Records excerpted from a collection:
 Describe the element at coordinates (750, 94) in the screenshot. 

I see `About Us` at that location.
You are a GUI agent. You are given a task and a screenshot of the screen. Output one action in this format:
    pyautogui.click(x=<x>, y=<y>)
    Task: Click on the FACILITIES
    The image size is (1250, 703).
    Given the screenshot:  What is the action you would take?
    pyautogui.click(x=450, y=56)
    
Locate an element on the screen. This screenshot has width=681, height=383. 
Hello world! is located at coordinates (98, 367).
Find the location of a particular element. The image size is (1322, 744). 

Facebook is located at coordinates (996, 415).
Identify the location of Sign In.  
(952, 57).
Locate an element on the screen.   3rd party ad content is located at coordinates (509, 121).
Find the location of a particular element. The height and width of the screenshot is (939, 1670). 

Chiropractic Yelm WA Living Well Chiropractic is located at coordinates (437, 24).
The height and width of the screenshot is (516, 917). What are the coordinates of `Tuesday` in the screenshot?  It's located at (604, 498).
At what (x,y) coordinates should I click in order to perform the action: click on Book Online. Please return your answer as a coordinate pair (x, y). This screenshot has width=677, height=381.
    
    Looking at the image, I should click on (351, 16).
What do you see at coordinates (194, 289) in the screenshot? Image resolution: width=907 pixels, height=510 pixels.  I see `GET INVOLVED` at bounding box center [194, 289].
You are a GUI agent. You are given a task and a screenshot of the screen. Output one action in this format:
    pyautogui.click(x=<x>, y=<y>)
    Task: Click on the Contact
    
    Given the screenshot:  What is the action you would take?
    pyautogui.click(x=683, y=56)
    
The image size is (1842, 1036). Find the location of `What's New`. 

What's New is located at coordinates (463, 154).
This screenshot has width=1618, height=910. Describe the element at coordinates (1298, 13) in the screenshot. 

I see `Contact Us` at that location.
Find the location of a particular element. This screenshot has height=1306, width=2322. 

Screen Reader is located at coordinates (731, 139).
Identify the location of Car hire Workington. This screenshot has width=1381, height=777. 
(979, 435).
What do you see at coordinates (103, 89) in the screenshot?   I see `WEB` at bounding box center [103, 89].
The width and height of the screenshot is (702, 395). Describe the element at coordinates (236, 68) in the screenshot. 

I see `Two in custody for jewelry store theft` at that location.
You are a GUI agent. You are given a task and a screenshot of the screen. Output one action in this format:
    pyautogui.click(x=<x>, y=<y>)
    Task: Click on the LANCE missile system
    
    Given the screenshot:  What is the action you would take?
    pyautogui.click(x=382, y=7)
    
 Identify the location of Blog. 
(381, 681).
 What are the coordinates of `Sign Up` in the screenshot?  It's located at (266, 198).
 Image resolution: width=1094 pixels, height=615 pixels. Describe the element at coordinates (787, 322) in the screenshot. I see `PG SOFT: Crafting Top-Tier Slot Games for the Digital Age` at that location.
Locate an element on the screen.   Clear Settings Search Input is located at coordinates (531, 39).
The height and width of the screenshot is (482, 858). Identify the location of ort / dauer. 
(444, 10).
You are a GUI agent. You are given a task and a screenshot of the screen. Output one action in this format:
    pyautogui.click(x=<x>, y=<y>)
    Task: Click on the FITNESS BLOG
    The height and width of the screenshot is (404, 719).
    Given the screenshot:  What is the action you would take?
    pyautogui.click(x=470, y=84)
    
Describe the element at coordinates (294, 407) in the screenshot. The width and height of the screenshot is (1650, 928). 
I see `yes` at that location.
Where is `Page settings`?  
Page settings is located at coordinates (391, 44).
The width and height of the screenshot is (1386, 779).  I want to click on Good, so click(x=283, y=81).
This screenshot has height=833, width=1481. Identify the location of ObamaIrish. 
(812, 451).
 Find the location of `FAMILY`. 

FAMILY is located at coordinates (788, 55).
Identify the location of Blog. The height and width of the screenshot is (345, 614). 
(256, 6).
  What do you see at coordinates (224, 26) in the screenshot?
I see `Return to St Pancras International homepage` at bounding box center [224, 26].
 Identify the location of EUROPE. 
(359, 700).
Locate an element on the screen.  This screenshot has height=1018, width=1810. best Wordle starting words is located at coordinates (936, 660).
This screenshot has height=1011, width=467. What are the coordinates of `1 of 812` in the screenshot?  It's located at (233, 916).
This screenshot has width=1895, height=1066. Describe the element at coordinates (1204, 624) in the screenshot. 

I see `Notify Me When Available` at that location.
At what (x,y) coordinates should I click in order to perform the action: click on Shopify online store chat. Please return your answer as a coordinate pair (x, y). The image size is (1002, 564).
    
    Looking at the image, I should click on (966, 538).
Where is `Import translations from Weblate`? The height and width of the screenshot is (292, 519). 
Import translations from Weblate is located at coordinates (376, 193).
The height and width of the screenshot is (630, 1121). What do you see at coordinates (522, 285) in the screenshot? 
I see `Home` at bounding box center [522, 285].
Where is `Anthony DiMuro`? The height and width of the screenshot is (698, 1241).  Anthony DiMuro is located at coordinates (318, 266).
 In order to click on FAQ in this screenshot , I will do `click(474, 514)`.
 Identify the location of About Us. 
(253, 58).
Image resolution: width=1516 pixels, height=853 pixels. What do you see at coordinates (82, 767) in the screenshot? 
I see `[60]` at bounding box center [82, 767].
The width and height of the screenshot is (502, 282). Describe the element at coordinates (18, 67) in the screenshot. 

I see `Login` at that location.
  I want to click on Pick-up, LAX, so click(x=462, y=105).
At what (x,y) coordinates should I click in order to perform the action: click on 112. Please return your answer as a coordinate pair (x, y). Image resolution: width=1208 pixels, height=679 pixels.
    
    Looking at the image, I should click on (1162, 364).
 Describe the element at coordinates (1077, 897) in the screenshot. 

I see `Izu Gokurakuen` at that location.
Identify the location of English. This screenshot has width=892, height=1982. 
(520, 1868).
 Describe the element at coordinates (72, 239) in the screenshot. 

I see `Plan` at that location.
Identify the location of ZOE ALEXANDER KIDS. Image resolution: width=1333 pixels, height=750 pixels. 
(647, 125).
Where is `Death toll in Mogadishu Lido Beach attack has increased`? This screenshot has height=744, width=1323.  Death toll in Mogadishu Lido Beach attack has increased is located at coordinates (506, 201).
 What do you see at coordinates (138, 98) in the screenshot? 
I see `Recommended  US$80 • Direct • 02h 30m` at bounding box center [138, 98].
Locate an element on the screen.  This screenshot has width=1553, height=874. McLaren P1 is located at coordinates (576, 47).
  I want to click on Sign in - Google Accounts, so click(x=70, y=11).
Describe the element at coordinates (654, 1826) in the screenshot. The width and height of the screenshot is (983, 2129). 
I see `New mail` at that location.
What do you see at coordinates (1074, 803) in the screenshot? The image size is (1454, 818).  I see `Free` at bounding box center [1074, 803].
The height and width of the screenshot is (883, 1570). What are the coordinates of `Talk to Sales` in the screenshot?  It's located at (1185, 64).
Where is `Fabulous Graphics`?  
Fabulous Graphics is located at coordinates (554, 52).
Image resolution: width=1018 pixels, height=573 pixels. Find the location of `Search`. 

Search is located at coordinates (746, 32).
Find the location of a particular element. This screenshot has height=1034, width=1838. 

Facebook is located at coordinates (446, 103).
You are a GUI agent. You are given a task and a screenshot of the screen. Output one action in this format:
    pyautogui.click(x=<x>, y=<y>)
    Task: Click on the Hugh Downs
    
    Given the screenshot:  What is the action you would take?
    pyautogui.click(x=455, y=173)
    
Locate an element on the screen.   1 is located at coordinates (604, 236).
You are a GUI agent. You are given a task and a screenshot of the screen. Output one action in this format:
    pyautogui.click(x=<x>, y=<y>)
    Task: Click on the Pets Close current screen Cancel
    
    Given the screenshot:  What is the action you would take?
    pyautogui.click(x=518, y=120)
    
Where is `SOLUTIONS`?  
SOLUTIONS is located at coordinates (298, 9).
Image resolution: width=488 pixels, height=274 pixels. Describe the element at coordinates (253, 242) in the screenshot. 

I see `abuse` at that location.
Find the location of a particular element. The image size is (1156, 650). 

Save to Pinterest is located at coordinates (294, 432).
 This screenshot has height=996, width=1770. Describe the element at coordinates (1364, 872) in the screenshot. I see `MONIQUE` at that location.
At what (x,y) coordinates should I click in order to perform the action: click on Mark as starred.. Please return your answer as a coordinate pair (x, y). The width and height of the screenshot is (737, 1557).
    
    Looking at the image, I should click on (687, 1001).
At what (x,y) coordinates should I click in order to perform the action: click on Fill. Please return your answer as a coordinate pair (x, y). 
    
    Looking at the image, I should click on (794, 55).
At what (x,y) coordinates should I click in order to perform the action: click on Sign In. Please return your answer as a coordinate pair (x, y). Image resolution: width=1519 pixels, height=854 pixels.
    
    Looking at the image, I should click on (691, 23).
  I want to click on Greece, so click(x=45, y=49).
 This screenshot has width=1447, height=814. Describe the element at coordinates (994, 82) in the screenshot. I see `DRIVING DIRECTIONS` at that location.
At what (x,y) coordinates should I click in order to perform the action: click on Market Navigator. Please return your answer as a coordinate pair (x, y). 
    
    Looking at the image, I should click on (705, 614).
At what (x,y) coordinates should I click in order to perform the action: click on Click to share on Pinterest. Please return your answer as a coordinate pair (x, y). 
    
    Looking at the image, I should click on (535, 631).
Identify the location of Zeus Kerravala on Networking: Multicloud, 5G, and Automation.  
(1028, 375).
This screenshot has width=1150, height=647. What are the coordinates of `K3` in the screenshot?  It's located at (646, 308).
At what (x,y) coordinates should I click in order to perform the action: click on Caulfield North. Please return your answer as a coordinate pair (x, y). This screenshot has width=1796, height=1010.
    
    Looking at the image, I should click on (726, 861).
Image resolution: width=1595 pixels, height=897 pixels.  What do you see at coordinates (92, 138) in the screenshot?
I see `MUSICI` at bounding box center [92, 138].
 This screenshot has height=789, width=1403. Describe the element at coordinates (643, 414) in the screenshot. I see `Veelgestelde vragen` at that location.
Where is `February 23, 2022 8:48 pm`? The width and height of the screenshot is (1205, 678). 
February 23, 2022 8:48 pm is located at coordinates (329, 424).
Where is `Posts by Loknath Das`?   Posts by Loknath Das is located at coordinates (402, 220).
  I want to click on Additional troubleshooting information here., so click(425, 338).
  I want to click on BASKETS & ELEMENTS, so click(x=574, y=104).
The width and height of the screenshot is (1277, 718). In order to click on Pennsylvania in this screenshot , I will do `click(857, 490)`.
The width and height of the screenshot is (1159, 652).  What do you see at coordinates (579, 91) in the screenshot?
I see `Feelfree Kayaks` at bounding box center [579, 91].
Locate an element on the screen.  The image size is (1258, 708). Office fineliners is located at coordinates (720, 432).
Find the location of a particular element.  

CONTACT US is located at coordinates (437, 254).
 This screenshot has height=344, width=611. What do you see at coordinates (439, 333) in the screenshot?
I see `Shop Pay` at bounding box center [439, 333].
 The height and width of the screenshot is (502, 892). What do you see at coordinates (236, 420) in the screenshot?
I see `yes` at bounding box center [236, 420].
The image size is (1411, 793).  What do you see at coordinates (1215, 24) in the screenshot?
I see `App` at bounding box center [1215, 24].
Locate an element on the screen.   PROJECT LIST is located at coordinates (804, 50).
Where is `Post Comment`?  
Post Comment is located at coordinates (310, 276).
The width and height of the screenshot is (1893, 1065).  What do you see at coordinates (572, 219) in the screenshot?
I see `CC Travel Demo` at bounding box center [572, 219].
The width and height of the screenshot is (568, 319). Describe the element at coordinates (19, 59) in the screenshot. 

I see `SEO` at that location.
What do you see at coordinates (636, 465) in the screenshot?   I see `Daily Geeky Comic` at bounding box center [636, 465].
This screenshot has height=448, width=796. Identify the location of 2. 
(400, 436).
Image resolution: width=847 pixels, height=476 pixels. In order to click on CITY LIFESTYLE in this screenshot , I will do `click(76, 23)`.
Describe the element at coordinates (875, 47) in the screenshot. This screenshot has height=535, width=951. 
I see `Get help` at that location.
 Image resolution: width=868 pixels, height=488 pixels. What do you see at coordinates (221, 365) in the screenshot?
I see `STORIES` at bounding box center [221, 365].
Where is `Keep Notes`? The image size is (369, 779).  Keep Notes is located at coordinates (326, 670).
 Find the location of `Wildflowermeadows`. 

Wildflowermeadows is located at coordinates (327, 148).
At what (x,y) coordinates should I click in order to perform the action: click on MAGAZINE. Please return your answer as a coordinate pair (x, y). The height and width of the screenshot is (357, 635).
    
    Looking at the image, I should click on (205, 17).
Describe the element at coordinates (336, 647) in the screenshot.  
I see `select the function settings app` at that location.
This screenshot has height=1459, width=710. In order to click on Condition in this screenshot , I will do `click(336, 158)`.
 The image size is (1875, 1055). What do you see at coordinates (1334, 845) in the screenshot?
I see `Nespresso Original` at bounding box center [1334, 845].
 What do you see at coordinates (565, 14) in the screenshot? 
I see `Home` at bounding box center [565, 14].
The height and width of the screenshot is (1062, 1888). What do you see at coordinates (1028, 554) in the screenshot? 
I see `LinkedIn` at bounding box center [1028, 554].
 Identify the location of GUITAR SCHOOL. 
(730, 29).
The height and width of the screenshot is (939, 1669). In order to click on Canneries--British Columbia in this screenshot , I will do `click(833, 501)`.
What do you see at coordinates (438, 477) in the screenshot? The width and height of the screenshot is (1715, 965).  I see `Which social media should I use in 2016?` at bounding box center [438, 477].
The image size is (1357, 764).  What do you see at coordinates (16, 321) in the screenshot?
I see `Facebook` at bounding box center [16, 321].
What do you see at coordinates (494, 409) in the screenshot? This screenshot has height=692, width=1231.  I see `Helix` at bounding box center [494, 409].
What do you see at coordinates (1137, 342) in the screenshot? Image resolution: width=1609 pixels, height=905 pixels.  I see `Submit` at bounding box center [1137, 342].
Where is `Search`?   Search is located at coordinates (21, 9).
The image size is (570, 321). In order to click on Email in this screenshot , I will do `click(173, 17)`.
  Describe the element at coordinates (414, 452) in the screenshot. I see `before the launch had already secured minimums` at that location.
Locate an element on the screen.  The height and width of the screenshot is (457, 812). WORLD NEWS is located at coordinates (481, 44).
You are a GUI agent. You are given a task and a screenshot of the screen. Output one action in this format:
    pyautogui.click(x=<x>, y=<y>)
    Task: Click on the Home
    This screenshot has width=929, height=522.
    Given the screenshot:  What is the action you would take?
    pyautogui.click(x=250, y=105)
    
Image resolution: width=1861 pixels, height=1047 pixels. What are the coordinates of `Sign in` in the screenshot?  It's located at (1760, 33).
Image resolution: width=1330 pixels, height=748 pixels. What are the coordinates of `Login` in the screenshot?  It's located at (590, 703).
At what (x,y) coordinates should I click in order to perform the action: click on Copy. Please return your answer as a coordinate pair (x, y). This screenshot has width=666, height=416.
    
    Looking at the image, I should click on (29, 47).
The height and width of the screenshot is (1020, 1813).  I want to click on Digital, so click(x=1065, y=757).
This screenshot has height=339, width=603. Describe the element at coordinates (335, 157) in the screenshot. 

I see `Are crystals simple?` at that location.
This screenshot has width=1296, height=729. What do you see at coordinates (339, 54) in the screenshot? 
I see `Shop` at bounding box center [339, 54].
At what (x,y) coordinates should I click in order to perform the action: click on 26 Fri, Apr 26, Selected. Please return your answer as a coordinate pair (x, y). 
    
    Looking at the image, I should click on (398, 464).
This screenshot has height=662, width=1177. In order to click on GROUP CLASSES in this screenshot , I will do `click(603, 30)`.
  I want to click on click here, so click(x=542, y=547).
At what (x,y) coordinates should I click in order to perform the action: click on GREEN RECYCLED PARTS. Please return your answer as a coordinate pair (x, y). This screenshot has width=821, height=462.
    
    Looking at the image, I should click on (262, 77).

▶ Exercise instructions:
An exact copy of the entries from the line containing "click on 26" through the last line is the expected answer.

▶ Problem solution:
At what (x,y) coordinates should I click in order to perform the action: click on 26 Fri, Apr 26, Selected. Please return your answer as a coordinate pair (x, y). 
    
    Looking at the image, I should click on (398, 464).
This screenshot has height=662, width=1177. In order to click on GROUP CLASSES in this screenshot , I will do `click(603, 30)`.
  I want to click on click here, so click(x=542, y=547).
At what (x,y) coordinates should I click in order to perform the action: click on GREEN RECYCLED PARTS. Please return your answer as a coordinate pair (x, y). This screenshot has width=821, height=462.
    
    Looking at the image, I should click on (262, 77).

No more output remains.